DATASET CONTENT:
+-------+
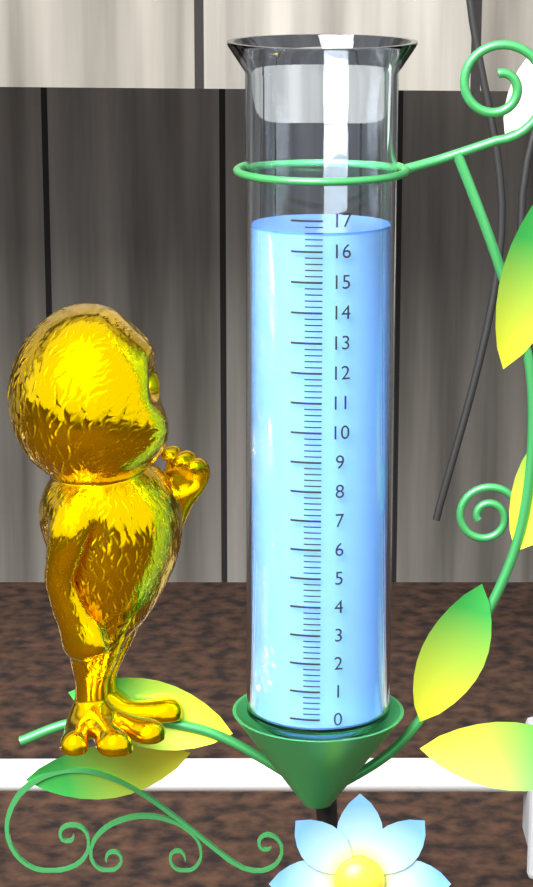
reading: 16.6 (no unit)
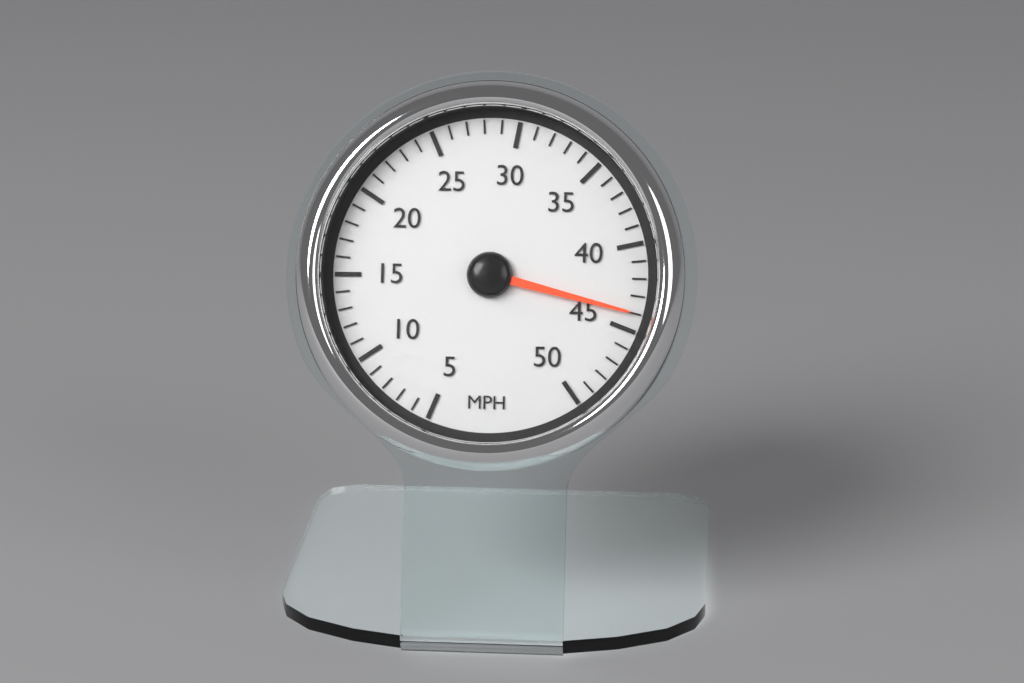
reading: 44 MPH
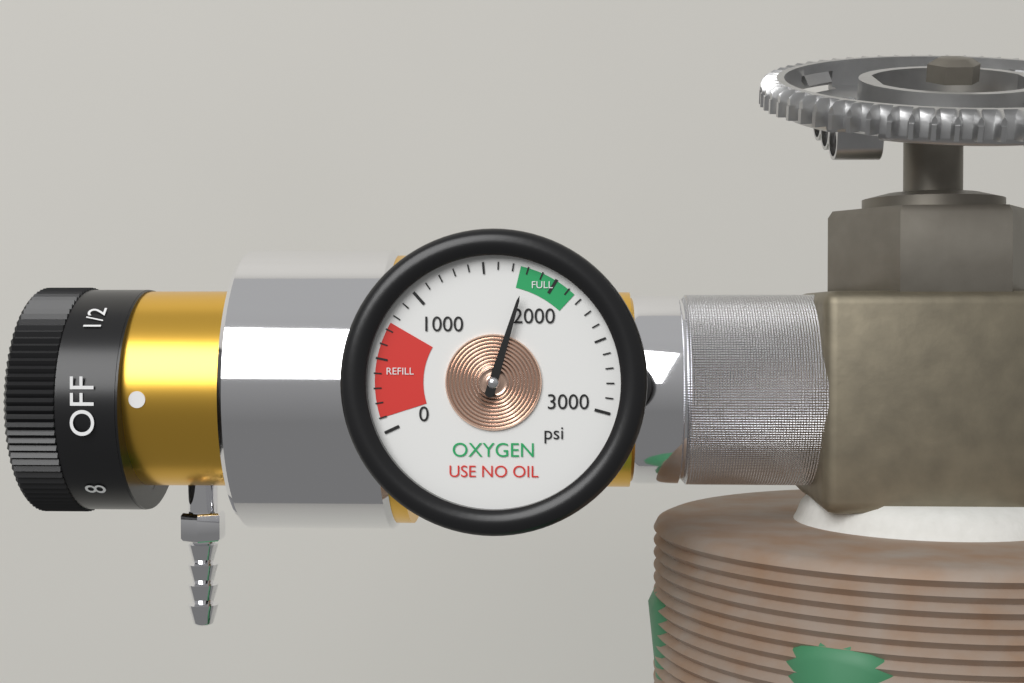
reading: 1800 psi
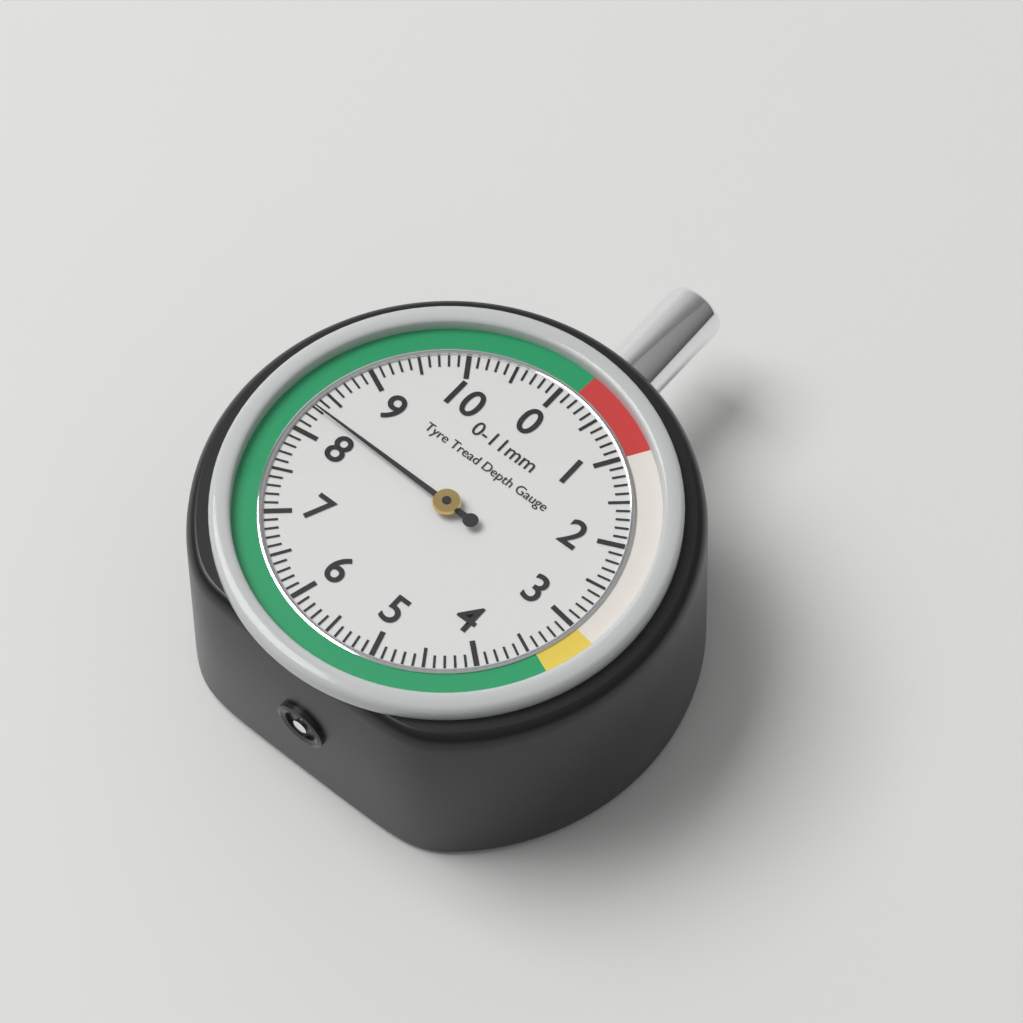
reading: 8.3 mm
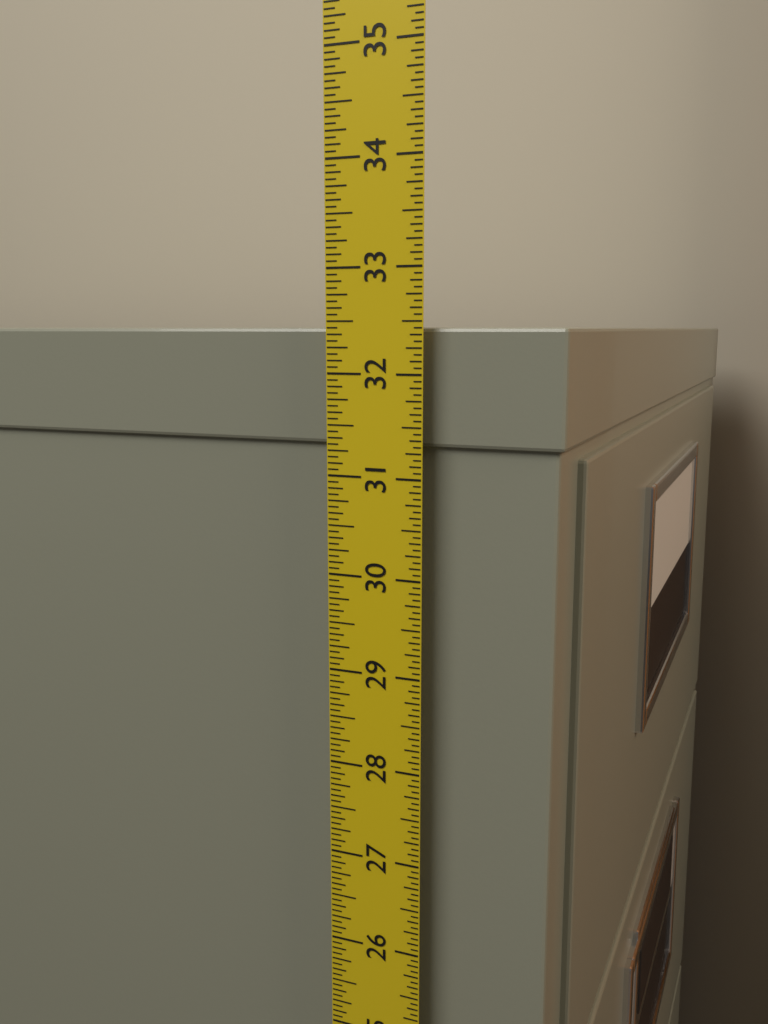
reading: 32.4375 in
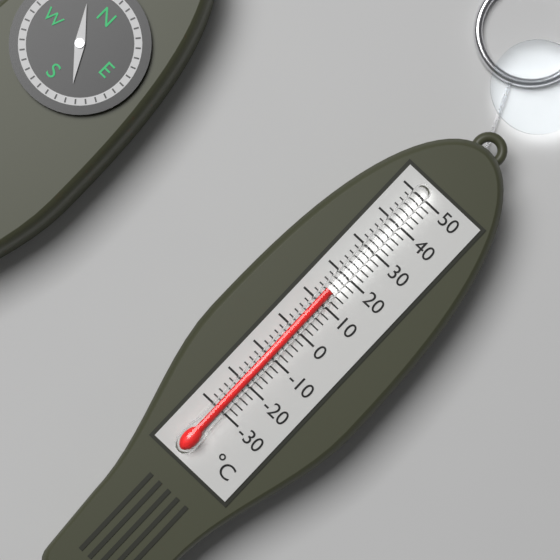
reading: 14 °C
+-------+
WHAT TO DO:
Reproduce the records verbatim, omitting all images they contain.

RESULT FOR THIS TASK:
reading: 16.6 (no unit)
reading: 44 MPH
reading: 1800 psi
reading: 8.3 mm
reading: 32.4375 in
reading: 14 °C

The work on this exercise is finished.